In fact, in 1997, Dexter King met with Ray, then dying in prison. The two shook hands as Ray assured King that he wasn’t the killer. To which King responded, “I want you to know that I believe you and my family believes you.”

Such absolution for Ray flies in the face of all the available evidence. So what’s going on? Dave Garrow, a Pulitzer Prize-winning biographer of King, told The Washington Post last year that “the King children are part of a larger population of American people who need to believe that the assassination of a King or a Kennedy must be the work of mightier forces” rather than “small-fry, lifetime losers.” Garrow added, “People need to see something of a balance between effect and cause. That if something has a huge evil effect, it should be the result of a huge evil cause.” So again, the human instinct to complicate defeats the Ockhamite mandate to simplify.
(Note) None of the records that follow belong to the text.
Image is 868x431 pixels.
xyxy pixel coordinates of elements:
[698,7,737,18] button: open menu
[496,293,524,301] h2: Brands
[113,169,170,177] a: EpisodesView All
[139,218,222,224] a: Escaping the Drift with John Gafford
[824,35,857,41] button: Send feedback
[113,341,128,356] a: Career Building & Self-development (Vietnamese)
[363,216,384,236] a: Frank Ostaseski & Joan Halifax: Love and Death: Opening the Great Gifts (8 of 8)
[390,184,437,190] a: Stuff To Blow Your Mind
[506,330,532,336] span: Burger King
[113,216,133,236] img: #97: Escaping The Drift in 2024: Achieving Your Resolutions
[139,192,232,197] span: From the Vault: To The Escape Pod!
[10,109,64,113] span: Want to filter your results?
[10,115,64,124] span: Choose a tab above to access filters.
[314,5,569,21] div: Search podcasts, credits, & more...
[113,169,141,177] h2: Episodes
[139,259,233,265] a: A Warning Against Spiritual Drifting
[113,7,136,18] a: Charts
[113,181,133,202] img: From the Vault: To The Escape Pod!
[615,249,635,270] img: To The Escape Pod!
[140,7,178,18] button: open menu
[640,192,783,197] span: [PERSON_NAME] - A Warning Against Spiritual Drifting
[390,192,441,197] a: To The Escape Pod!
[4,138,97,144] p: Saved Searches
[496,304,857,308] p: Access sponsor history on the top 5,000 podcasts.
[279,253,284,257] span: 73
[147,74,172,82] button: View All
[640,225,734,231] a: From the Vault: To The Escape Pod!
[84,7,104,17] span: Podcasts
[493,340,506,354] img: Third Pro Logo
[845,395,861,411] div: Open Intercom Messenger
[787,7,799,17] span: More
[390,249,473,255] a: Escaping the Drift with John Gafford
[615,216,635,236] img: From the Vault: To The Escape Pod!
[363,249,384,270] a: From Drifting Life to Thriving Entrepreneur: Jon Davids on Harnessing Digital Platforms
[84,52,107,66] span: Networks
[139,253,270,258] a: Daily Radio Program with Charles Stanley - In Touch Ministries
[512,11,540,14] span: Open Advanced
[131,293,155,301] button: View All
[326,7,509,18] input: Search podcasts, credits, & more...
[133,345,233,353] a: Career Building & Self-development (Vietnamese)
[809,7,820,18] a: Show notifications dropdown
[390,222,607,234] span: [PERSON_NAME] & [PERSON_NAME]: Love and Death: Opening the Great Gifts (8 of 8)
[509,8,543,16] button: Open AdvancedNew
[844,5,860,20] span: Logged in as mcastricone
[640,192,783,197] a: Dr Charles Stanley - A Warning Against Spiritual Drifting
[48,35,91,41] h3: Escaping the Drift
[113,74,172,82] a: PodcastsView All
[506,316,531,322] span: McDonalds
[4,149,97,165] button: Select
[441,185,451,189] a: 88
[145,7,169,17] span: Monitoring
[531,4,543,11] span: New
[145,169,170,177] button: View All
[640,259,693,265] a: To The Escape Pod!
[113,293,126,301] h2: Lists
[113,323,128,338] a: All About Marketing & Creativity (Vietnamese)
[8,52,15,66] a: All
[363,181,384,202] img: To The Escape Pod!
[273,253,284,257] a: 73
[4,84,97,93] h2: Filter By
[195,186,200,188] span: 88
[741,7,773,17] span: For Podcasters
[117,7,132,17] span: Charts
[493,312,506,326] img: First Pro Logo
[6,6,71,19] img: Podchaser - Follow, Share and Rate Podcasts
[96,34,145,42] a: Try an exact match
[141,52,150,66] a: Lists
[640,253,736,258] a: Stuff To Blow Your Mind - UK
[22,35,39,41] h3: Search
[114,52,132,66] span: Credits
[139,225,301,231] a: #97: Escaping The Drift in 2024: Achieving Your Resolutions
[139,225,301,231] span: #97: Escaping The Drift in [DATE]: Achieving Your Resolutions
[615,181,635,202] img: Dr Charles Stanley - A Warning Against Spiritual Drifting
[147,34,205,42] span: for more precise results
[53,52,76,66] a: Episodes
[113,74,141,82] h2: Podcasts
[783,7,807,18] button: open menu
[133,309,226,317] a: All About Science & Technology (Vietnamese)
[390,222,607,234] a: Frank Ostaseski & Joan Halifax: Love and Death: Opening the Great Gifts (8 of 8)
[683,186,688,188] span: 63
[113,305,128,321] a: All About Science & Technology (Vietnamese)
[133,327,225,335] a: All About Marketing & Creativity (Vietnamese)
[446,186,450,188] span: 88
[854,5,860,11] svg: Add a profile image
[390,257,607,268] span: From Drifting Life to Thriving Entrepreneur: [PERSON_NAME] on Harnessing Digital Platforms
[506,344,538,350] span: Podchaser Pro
That’s why conspiracy theories thrive: they fill a human need for a larger narrative that lifts an event beyond merely the small and the sad. Admittedly, that’s not the most optimistic view of the human capacity for rational thinking. But then, the truth doesn’t have to be rational—it simply has to be true.
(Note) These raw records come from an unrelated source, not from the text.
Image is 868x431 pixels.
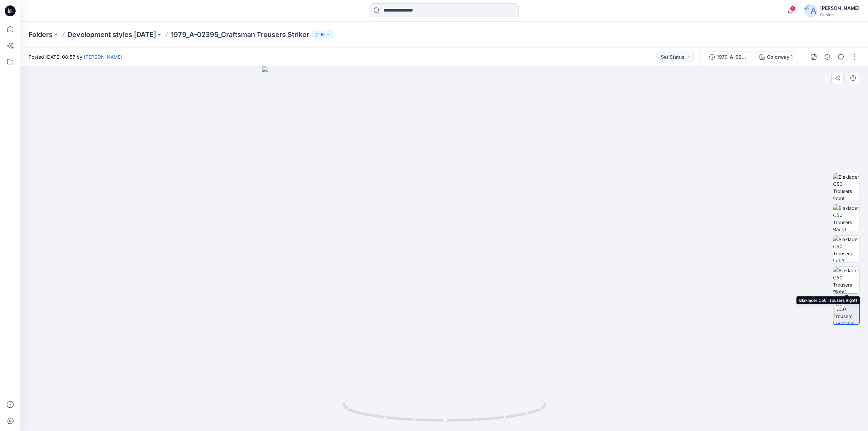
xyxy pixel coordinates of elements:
[790,6,796,11] span: 1
[29,53,122,60] span: Posted [DATE] 08:57 by
[321,31,325,39] p: 10
[834,236,860,262] img: Blaklader C50 Trousers Left1
[820,4,860,13] div: [PERSON_NAME]
[834,173,860,200] img: Blaklader C50 Trousers Front1
[171,30,309,39] p: 1979_A-02395_Craftsman Trousers Striker
[29,30,53,39] a: Folders
[804,4,818,18] img: avatar
[822,51,833,62] button: Details
[67,30,156,39] a: Development styles [DATE]
[717,53,748,60] div: 1979_A-02395_Craftsman Trousers Striker
[820,13,860,18] div: Guston
[84,54,122,60] a: [PERSON_NAME]
[834,267,860,293] img: Blaklader C50 Trousers Right1
[767,53,793,60] div: Colorway 1
[312,30,333,39] button: 10
[834,205,860,231] img: Blaklader C50 Trousers Back1
[756,51,797,62] button: Colorway 1
[834,299,860,324] img: Blaklader C50 Trousers Turntable
[705,51,753,62] button: 1979_A-02395_Craftsman Trousers Striker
Still, amidst the permafog of life, opportunities for enlightenment nevertheless exist. For example, Blake Hounshell, one of the big dogs at Politicowrote of the Mueller conclusion, “It seems quite clear now that Trump did not collude with Putin to throw the 2016 election. Why he still seems to want to collude with Putin to reshape U.S. foreign policy remains a mystery” (emphasis added).

Leaving that loaded “c” word, collusion, out of it, the writers and readers of TAC might be able to help Hounsell solve his mystery. That is, plenty of folks in these parts—including this author—believe, and have argued, that American policy towards the world should be pointed in a more realistic direction. Quite on our own, we have concluded that America needs and deserves a better, wiser, and more restrained foreign policy.

It appears that Trump, who was talking like a retrenching realist as far back as the 1980s when Putin was just a KGB nobody, is on our side. At least most of the time.

James P. Pinkerton is an author and contributing editor at The American Conservative. He served as a White House policy aide to both Presidents Ronald Reagan and George H.W. Bush.